The reason may be that while SUVs have been boring and pedestrian for about 10 years, sedans have been boring and downright ugly for 40 years.

Recently, I asked Facebook friends to name the most beautiful car they remembered. All but one were pre-1973.

Toronados, Mustangs, Corvettes, Chargers, GTOs, XKEs. That’s what they loved.

Meanwhile, few sedans, trucks or utility vehicles have been designed with much style since before most people were born.

That means millennials have grown up rarely seeing anything on the road that looks exciting. So of course they aren’t interested in cars.

Style isn’t dead. Open up your kitchen gadget drawer and you’ll see more design excellence in your little Oxo potato peeler than the enormous automobile crouching in your driveway.

From the end of World War II through the 1960s, automobile styling was at its apex. David Gartman, a sociologist specializing in car culture, has posited that people with unsatisfying jobs felt better about life when they bought cool cars — even though they were going into debt to do it.

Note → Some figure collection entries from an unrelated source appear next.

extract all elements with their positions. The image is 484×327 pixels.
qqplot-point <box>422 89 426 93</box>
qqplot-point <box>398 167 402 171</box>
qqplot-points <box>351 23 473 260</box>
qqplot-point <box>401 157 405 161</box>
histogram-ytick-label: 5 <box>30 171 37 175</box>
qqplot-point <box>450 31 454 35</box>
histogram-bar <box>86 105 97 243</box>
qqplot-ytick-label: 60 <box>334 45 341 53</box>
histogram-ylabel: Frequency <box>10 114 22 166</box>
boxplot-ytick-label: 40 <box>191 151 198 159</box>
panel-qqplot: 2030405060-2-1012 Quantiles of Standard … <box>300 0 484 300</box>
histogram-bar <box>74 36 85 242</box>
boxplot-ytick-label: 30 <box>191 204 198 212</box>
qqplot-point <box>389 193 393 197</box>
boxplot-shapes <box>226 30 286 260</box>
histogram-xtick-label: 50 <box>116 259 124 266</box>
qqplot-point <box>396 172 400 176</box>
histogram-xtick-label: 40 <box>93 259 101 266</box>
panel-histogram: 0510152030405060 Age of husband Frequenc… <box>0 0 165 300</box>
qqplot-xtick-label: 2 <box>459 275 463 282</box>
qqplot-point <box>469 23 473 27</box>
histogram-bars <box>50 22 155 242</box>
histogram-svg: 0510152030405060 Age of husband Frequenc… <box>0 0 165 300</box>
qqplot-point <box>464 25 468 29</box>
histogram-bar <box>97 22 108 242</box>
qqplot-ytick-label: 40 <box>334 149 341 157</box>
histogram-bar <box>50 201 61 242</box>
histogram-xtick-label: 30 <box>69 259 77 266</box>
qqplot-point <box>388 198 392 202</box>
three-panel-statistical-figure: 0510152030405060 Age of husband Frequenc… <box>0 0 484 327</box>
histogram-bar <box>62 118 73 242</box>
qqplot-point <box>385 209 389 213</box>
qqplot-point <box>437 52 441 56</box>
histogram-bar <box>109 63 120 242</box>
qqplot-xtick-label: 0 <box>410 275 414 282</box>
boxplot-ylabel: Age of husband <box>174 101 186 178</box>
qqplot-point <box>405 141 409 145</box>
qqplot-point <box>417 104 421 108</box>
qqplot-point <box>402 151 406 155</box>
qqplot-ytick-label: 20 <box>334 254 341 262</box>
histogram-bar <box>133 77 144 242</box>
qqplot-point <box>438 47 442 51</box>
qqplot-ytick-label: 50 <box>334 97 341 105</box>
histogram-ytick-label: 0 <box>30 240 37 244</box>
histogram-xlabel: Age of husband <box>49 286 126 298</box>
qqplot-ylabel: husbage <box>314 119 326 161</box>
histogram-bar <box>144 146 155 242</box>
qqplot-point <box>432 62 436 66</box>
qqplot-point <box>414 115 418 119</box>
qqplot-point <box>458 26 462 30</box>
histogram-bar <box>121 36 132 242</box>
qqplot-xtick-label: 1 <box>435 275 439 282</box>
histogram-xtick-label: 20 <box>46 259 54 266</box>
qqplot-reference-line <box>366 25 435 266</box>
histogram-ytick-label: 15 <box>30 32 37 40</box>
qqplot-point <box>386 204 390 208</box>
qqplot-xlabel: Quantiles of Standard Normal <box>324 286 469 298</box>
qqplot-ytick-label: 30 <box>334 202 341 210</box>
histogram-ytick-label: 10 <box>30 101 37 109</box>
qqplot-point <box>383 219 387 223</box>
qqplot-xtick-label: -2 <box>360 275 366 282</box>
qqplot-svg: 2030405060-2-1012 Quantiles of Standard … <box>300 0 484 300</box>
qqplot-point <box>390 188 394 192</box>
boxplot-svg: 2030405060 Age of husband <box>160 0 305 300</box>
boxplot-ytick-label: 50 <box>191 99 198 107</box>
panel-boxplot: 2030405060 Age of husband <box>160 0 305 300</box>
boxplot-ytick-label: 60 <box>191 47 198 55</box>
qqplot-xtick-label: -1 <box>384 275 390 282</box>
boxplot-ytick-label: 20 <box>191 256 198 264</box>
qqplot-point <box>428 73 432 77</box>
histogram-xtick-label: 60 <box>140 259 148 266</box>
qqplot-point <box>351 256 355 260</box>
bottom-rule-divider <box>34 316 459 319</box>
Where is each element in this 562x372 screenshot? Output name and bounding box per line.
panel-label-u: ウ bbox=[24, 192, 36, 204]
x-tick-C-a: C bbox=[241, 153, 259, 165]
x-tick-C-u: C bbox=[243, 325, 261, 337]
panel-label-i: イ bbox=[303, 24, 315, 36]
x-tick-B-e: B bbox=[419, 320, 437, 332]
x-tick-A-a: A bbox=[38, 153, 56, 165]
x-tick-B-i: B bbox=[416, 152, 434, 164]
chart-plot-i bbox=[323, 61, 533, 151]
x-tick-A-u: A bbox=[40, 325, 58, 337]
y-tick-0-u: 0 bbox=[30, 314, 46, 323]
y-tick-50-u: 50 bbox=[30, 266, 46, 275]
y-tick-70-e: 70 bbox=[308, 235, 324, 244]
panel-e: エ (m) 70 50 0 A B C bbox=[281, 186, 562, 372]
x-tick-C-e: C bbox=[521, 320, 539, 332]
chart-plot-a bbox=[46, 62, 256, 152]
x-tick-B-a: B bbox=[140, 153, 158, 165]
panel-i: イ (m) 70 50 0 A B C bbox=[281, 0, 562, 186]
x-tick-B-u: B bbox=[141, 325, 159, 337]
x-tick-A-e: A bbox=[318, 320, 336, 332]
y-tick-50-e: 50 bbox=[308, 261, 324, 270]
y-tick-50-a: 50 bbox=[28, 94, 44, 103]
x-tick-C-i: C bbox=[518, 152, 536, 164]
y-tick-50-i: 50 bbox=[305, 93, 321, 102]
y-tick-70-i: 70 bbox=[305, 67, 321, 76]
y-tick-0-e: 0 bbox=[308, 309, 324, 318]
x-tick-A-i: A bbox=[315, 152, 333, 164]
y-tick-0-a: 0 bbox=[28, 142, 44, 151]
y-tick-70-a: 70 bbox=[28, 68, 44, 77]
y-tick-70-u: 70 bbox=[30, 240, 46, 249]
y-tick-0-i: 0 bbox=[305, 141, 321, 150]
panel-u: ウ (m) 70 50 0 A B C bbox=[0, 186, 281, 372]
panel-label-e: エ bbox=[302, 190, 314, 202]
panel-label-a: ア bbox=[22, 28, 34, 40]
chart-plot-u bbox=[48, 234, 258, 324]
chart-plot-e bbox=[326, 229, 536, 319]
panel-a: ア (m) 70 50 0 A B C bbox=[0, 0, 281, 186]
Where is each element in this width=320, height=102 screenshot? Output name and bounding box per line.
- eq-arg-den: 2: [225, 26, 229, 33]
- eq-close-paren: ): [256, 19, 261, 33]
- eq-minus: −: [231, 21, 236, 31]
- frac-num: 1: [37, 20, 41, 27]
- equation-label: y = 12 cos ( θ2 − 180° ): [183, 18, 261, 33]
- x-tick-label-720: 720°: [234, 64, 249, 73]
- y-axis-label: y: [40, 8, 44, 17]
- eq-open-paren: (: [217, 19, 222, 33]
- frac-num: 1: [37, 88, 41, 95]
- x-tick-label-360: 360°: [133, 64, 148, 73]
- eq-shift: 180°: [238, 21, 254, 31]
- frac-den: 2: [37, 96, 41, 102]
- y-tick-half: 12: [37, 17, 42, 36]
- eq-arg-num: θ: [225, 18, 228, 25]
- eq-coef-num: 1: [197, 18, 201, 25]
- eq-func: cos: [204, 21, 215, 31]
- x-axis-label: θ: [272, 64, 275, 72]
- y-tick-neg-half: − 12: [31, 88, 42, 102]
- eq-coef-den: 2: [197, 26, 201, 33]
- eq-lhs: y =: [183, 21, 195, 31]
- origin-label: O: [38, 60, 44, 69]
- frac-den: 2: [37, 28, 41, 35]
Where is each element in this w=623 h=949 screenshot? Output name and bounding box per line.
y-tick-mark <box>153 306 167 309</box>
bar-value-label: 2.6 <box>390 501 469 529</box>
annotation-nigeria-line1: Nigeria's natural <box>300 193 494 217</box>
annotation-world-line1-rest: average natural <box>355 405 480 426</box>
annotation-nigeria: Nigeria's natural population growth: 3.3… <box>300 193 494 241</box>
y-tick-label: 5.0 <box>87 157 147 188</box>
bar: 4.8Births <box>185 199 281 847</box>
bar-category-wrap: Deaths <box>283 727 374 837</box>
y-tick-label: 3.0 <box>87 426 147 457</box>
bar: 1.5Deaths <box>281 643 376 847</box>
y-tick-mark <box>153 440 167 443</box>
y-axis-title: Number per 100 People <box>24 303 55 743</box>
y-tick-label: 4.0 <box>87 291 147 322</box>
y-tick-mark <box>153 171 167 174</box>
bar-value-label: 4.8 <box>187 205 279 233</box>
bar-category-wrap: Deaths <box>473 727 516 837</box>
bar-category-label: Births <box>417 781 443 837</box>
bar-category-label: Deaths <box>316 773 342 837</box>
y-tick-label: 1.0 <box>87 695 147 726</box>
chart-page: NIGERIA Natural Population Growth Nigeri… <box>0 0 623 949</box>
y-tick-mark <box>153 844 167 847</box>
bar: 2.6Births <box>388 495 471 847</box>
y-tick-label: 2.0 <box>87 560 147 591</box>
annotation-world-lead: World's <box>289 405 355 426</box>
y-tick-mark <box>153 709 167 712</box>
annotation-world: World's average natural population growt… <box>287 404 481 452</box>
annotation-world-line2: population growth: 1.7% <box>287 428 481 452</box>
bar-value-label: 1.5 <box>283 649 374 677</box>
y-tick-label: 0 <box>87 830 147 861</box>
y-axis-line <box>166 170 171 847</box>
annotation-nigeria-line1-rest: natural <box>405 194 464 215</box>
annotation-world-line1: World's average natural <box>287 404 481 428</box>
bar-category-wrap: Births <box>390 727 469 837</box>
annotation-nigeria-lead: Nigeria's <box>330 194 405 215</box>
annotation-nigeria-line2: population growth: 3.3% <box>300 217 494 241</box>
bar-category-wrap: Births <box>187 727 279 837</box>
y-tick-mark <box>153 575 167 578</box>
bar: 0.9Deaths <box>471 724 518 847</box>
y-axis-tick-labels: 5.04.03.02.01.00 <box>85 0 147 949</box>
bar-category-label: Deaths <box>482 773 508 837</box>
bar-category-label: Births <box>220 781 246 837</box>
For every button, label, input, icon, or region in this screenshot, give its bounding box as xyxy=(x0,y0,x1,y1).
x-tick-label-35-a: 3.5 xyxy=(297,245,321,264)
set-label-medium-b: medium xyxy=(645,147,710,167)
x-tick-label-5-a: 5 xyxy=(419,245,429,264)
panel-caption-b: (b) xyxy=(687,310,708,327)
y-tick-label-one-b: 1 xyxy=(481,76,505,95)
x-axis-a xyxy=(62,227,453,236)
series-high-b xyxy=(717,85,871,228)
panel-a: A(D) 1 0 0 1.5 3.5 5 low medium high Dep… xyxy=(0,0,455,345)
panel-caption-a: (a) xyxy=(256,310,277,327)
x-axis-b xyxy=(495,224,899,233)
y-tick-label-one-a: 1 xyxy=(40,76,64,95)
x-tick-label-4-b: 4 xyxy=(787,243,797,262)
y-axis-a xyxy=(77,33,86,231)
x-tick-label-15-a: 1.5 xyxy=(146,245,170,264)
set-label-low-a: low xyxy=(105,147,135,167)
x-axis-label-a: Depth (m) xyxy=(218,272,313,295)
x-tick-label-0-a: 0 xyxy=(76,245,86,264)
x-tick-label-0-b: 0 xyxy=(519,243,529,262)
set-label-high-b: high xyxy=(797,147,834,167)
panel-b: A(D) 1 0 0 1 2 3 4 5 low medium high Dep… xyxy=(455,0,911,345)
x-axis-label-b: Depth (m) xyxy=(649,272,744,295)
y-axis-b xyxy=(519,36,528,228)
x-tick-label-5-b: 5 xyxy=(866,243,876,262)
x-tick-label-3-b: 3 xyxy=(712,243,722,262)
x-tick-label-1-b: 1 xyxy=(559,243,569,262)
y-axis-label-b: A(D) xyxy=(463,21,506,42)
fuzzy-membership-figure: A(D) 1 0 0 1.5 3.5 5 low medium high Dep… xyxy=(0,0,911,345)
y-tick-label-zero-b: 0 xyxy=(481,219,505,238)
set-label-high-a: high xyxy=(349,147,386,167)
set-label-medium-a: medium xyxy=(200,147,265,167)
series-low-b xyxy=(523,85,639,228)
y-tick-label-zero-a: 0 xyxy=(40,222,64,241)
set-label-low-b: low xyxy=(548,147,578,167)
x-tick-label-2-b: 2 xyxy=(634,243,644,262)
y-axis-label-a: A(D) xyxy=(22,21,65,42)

But as emission reduction and mileage became important, the engineers got more say in what cars were like than the stylists. The design department budgets went way down.

Some auto historians say that in the 1970s, American car companies without their own design direction tried to make their cars look cool and clean like Mercedes. Instead, they wound up looking more like the boxes that a Mercedes might come in, if Mercedes came in boxes.

That was also the decade when American cars were mechanically cheapened, for a variety of reasons. So the Big 3 had to fix that first, and to their credit, they did. And they started making competitive small cars, too.

They thought they were done. They weren’t. They neglected, for whatever reason, to bring back innovative design.

The engineers stayed in control, as if mileage was sexy. People got used to it.

The car companies had stopped trying to achieve what they had been craftily devoted to for decades: differentiation.

No more “wow factor,” as they used to say.

One of the ways the car companies, back in the day, used to create differentiation was through a plethora of models. Some models even had sub-models, providing more choices of different looks, different drive trains. That way, they could appeal to a variety of tastes within the same brand.

That seems impossible now, when the direction of all of the companies is to caress the bottom line by drastically reducing the number of models, which were already drastically reduced from where they once were.

But that’s OK.

The millennials are happy with public transportation and ride share, and the baby boomers can keep on driving their 2007 Buicks.